Not a satisfying flick, plain bland and boring to say the least
I bought this film on DVD a few days ago because IGN touted it out as the best anime of 2007. Now, I'm not a fan of what people describe as 'anime' - I thought Ghost in the Shell was barely above average, I thought Spirited Away was incredibly overrated but there are some animation movies from Japan that have managed to make an impression on me. Like Whisper of the Heart, which has remained as my most favourite movie of all time since I first experienced its greatness.

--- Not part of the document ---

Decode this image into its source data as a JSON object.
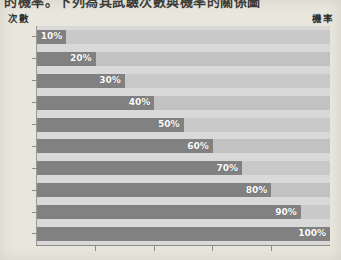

I wasn't really expecting much from Paprika because I knew it was going to suck to matter how hard I tried to like it. 'Anime' these days is all about reenacting old cliches and archetypes in an even worse manner than anything, and I knew this film was just going to do that all over again. But I did have a bit of faith that somehow, by some miracle, it might just turn my preemptive judgments false.
Oh, how mistaken I was!
Paprika is exactly what I expected it to be. Pure Japanese fluff that praises itself to be high-art but does nothing artistic in its stale attempts whatsoever. To everyone defending this movie to be a piece of art: please learn the difference between actual art and colourful drawings, and this is more of the latter. Everything drawn by hand doesn't classify as art. Hardly, in fact. Art is something that serves a deeper purpose than its superficial self shows. One could argue that I have yet to discover that 'deeper purpose' of this film, but I doubt I'd ever find it. It's just what it is - meaningless entertainment.

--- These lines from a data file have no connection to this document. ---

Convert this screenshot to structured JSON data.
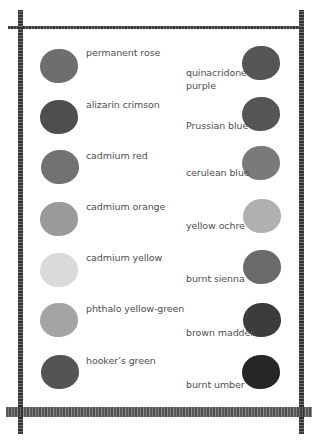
{
  "frame": {
    "color": "#4a4a4a"
  },
  "left_column": [
    {
      "label": "permanent rose",
      "swatch_color": "#6e6e6e"
    },
    {
      "label": "alizarin crimson",
      "swatch_color": "#4e4e4e"
    },
    {
      "label": "cadmium red",
      "swatch_color": "#727272"
    },
    {
      "label": "cadmium orange",
      "swatch_color": "#9a9a9a"
    },
    {
      "label": "cadmium yellow",
      "swatch_color": "#dadada"
    },
    {
      "label": "phthalo yellow-green",
      "swatch_color": "#a4a4a4"
    },
    {
      "label": "hooker’s green",
      "swatch_color": "#545454"
    }
  ],
  "right_column": [
    {
      "label": "quinacridone purple",
      "swatch_color": "#555555"
    },
    {
      "label": "Prussian blue",
      "swatch_color": "#555555"
    },
    {
      "label": "cerulean blue",
      "swatch_color": "#7a7a7a"
    },
    {
      "label": "yellow ochre",
      "swatch_color": "#b0b0b0"
    },
    {
      "label": "burnt sienna",
      "swatch_color": "#6a6a6a"
    },
    {
      "label": "brown madder",
      "swatch_color": "#3c3c3c"
    },
    {
      "label": "burnt umber",
      "swatch_color": "#262626"
    }
  ]
}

Shallow characters, predictable save-the-word-from-evil sort-of storyline, art-style and animation were barely above average, there's no proper plot, no structure, no focus, it just drags on and on with nothing in its sight and then ends without any real climax. Yes, I understand this is supposed to be a 'surreal' film, but I wonder if the director even knows what a surreal film is. The first and foremost rule of a surreal (or semi-surreal film, for that matter) is that it should never try and explain itself, and Paprika just tries too hard there to properly work.
I would be cool with it if it were just mindless entertainment - I enjoy that as well. But Paprika doesn't want to be that either. It doesn't know where to go or what to be so it takes desperate jabs in-between and fails.
There's also zero focus within the story. Is this the story about Atsuko, who's trying to find the missing DC Minis? Is this the story about the detective, who's trying to find out about his past? Is this the story about Tokita, who's constantly trying to find himself? One movie needs one story, not ten. If this was a movie about Atsuko, she needs to be in this movie at all times - or if she's not seen, we need to know the scene is somehow connected to her.
Same with any other character, because by throwing so many stories at us at once, you're literally screaming "We don't know how to make the story strong! So, we'll just add more sub-plots and subplots to those sub-plots to add intricate depth to the story." And the truth is, it doesn't bring any depth at all. If anything, it makes me dislike this film more and more.
At the end of the day, I'd say Paprika is a film below average. It tries too hard to be like Miyazaki, to bring the mystique of his films into this, but in the end, it just feels like a cheap rip-off.